As the 2015 regular
    session lumbers closer towards its close, at first glance a great collision
    seems in the offing. In order to manufacture a balanced budget as required
    constitutionally, Jindal has said he will accept no tax increases without
    offsets of these, while the Legislature has insisted on building a budget
    dependent upon several such hikes that don’t appear to have enough commensurate
    tax cuts elsewhere. Thus, it looks as if the grand
    bargain would not materialize and one faction would have to overpower
    politically the other in order to stave off large spending reductions that
    no one, for no well-defined reason, seems to want.
But taking
    another glance, perhaps maybe things aren’t so conflicted. It turns out
    that the Jindal Administration generously defines, and appropriately as it
    imposed the condition in the first place, the idea of an “offset” as a
    multi-year concept. Secretary of Revenue Tim Barfield has stated that the period
    in question constitutes not a single year, but five years. Thus, a
    measure that raises taxes immediately, such as HCR 8
    that would suspend into Aug., 2016 business utility sales tax exemptions partially
    to the tune of $103 million in additional revenue, could be offset and then
    some by the impact of HB 828,
    which erases the corporate franchise tax over five years that by then would
    grow to a forecast
    $912.5 million, even though the next year’s forgone revenue totals only
    $36.5 million.
However, the
    problem is to date there simply aren’t enough of these to go around. HB 624,
    which mindlessly would lop off 20 percent of certain corporate tax breaks
    would raise an extra $970
    million over the next five years, and HB 629,
    which equally thoughtlessly pares 20 percent off credits to be used against
    income and franchise taxes (if passed with HB 828 this figure would
    decrease) siphons $1.107
    billion more from the economy over five years. With a figure of around $1.5
    billion in arrears after the most recent
    Revenue Estimating Conference declaration to keep spending at a
    standstill level for the affected unprotected areas of the budget subject
    to cutting, clearly offsets come up short, making them subject to a Jindal
    veto.
Perhaps of
    more immediate concern should be that bills like HB 624 and HB 629 were
    passed extra-constitutionally, not garnering the necessary two-thirds votes
    in the House to repeal a tax. Here, representatives
    cling to a faulty interpretation of the law out of the belief that their
    bravado will discourage any challenge to that, as assumption which will
    prove mistaken if they continue this course. The fallback plan then depends
    upon any adverse court ruling not to come prior to a special session at the
    start of next year inevitably called by a new governor in order then to
    deal with it. This assumes that the proponents of this approach could
    somehow get the 70+ affirmative votes in the House to override an expected Jindal
    veto in the first place, the level they could not rig the first time
    around.
Yet instead of
    taking these risks, the much more and eminently sensible approach would be
    to convert these bills into resolutions like HCR 8, which require only
    simple majorities to pass. Add in the likes of HB 119,
    which increases cigarette taxation by 32 cents a pack and did receive the
    needed two-thirds margin in the House (although there’s an offset bill
    for that as well), and the one-year bump in taxation does not exceed
    the five-year decline solely from HB 828 and meets the immediate revenue
    needs given the levels of spending that the Legislature seems sacred and
    bound to allow.
Besides
    achieving constitutional standards and conforming to Jindal’s requirements,
    reliance mainly on temporary tax boosts would not try to put into statute
    an uncoordinated, half-baked approach to tax policy. The predictable
    special session of next year could look at the issue holistically,
    determining the appropriate necessity of spending in the state, deciding
    which revenue measures to embed, and what exceptions to these make the most
    sense for economic development, rather than extend or attenuate at the
    margins a system best described as irrational, put together over decades to
    meet discrete constituencies at specific times with no thought to the
    overall picture. Any constitutional amendments as part of this could go up
    for vote on the spring election date, and any adjustments to all items if
    required made during the regular session to have a sane fiscal structure in
    place for the FY 2017 budget.
This roadmap
    seems so obvious that any continued movement by legislators on their
    present trajectory suggests, even among some alleged conservative
    Republicans who said one thing until recently but whose febrific urge to
    jack up taxes says another thing, a simple lust for more revenues taken
    from the people to spend on more things without doing the hard work of
    making choices best suited for economic development and the safeguarding of
    the citizenry’s liberty. Hopefully, better sense will overtake them in
    these last two weeks of the session.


Requirement – The word "color" marks the lines to copy; find all of them in the entries below.

(Items from a dataset)
>>>>>
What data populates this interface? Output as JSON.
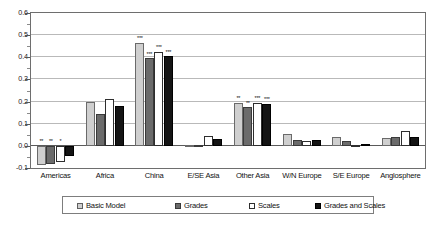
{
  "chart_data": {
    "type": "bar",
    "title": "",
    "xlabel": "",
    "ylabel": "",
    "ylim": [
      -0.1,
      0.6
    ],
    "yticks": [
      "0.6",
      "0.5",
      "0.4",
      "0.3",
      "0.2",
      "0.1",
      "0.0",
      "-0.1"
    ],
    "ytick_values": [
      0.6,
      0.5,
      0.4,
      0.3,
      0.2,
      0.1,
      0.0,
      -0.1
    ],
    "minor_tick_step": 0.05,
    "grid": true,
    "legend_position": "bottom",
    "categories": [
      "Americas",
      "Africa",
      "China",
      "E/SE Asia",
      "Other Asia",
      "W/N Europe",
      "S/E Europe",
      "Anglosphere"
    ],
    "series": [
      {
        "name": "Basic Model",
        "color": "#cfcfcf",
        "values": [
          -0.085,
          0.2,
          0.465,
          0.005,
          0.195,
          0.055,
          0.04,
          0.035
        ],
        "significance": [
          "**",
          "",
          "***",
          "",
          "**",
          "",
          "",
          ""
        ]
      },
      {
        "name": "Grades",
        "color": "#6b6b6b",
        "values": [
          -0.08,
          0.145,
          0.395,
          0.005,
          0.175,
          0.025,
          0.02,
          0.04
        ],
        "significance": [
          "**",
          "",
          "***",
          "",
          "**",
          "",
          "",
          ""
        ]
      },
      {
        "name": "Scales",
        "color": "#ffffff",
        "values": [
          -0.075,
          0.21,
          0.425,
          0.045,
          0.195,
          0.02,
          0.005,
          0.065
        ],
        "significance": [
          "*",
          "",
          "***",
          "",
          "***",
          "",
          "",
          ""
        ]
      },
      {
        "name": "Grades and Scales",
        "color": "#141414",
        "values": [
          -0.048,
          0.18,
          0.405,
          0.03,
          0.19,
          0.025,
          0.01,
          0.04
        ],
        "significance": [
          "",
          "",
          "***",
          "",
          "***",
          "",
          "",
          ""
        ]
      }
    ]
  },
  "legend": {
    "items": [
      {
        "label": "Basic Model"
      },
      {
        "label": "Grades"
      },
      {
        "label": "Scales"
      },
      {
        "label": "Grades and Scales"
      }
    ]
  }
}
<<<<<
Response area –
        "color": "#cfcfcf",
        "color": "#6b6b6b",
        "color": "#ffffff",
        "color": "#141414",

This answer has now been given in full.